» Work item:
Write out, please, each line from the one containing "You are a GUI" to the final line of the data, both included, exactly and without pictures.
>>
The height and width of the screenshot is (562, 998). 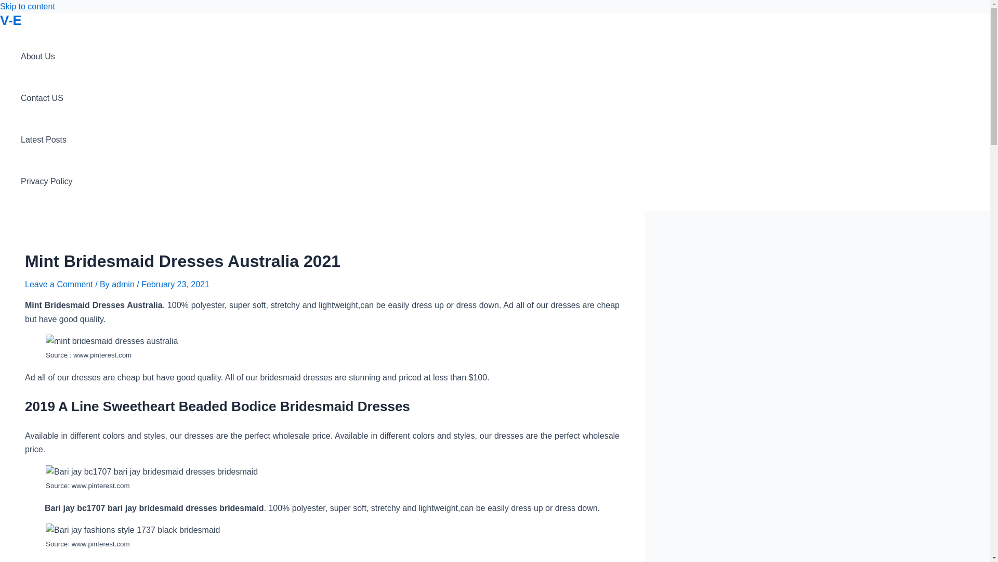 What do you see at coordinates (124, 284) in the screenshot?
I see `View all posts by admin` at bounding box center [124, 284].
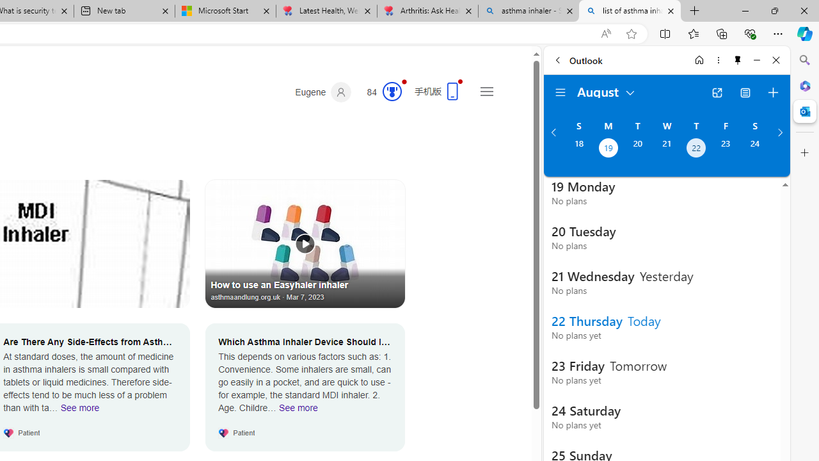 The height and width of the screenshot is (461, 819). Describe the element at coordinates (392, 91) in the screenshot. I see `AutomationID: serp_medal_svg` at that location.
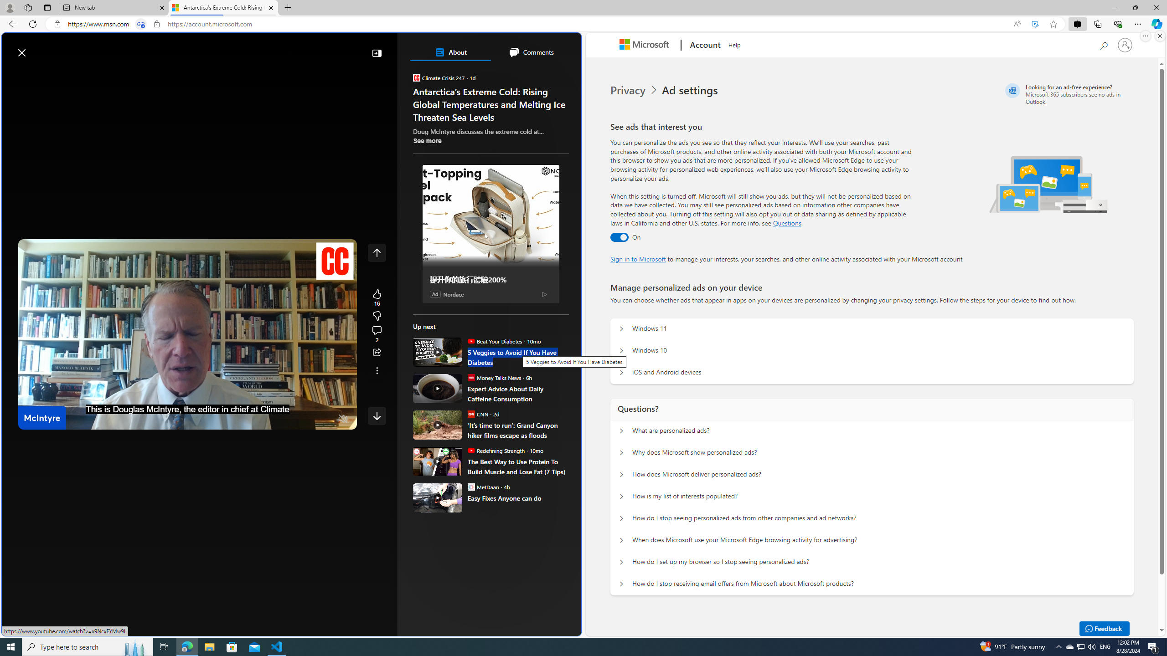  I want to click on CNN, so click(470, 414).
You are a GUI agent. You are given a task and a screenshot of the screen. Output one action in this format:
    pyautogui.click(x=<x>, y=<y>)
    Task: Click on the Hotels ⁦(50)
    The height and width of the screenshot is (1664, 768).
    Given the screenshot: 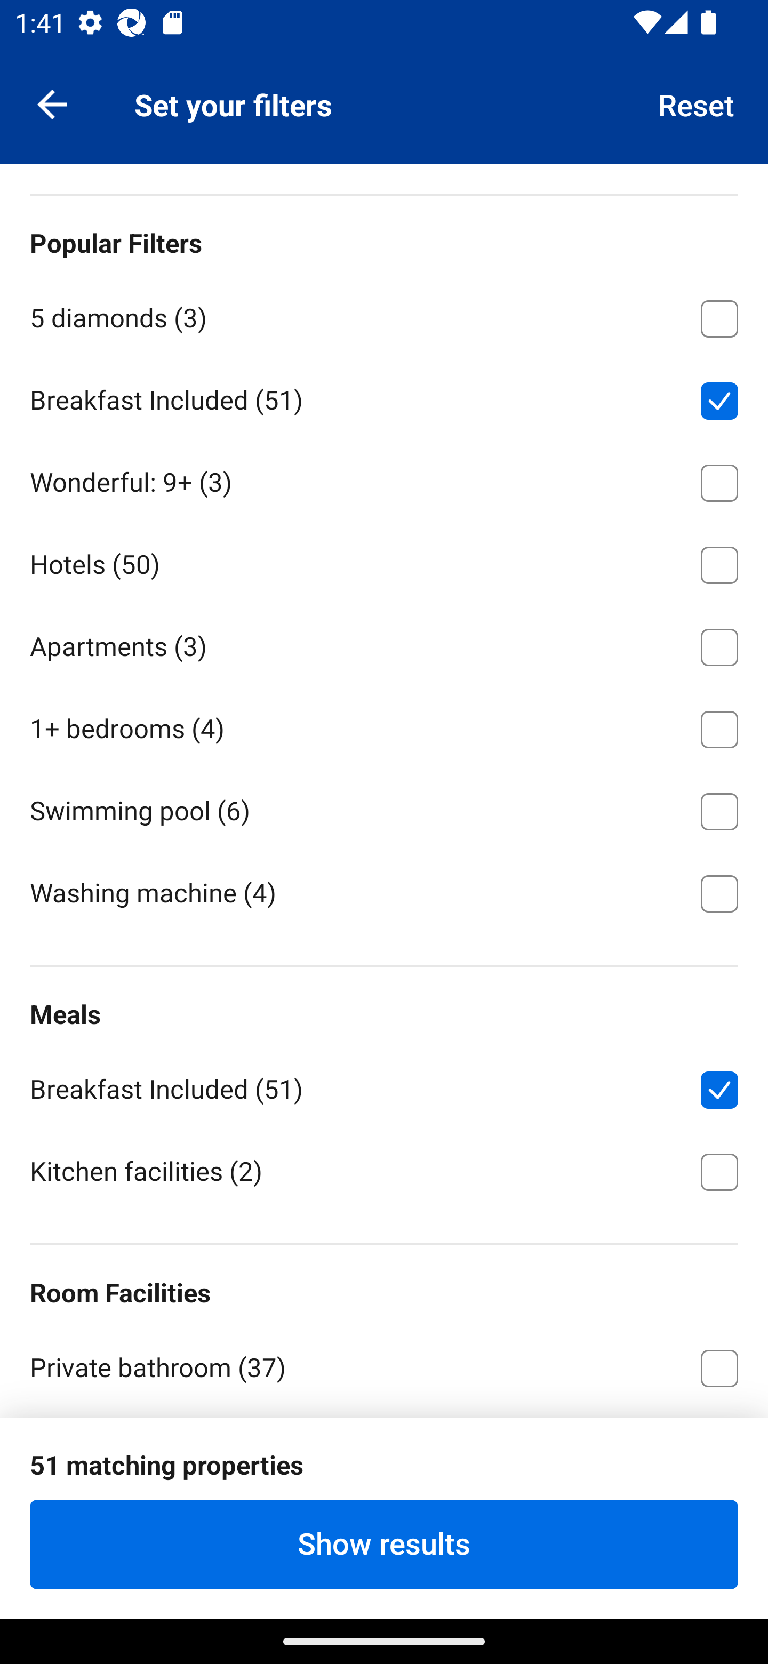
<<
» Result of the exercise:
You are a GUI agent. You are given a task and a screenshot of the screen. Output one action in this format:
    pyautogui.click(x=<x>, y=<y>)
    Task: Click on the Hotels ⁦(50)
    The height and width of the screenshot is (1664, 768).
    Given the screenshot: 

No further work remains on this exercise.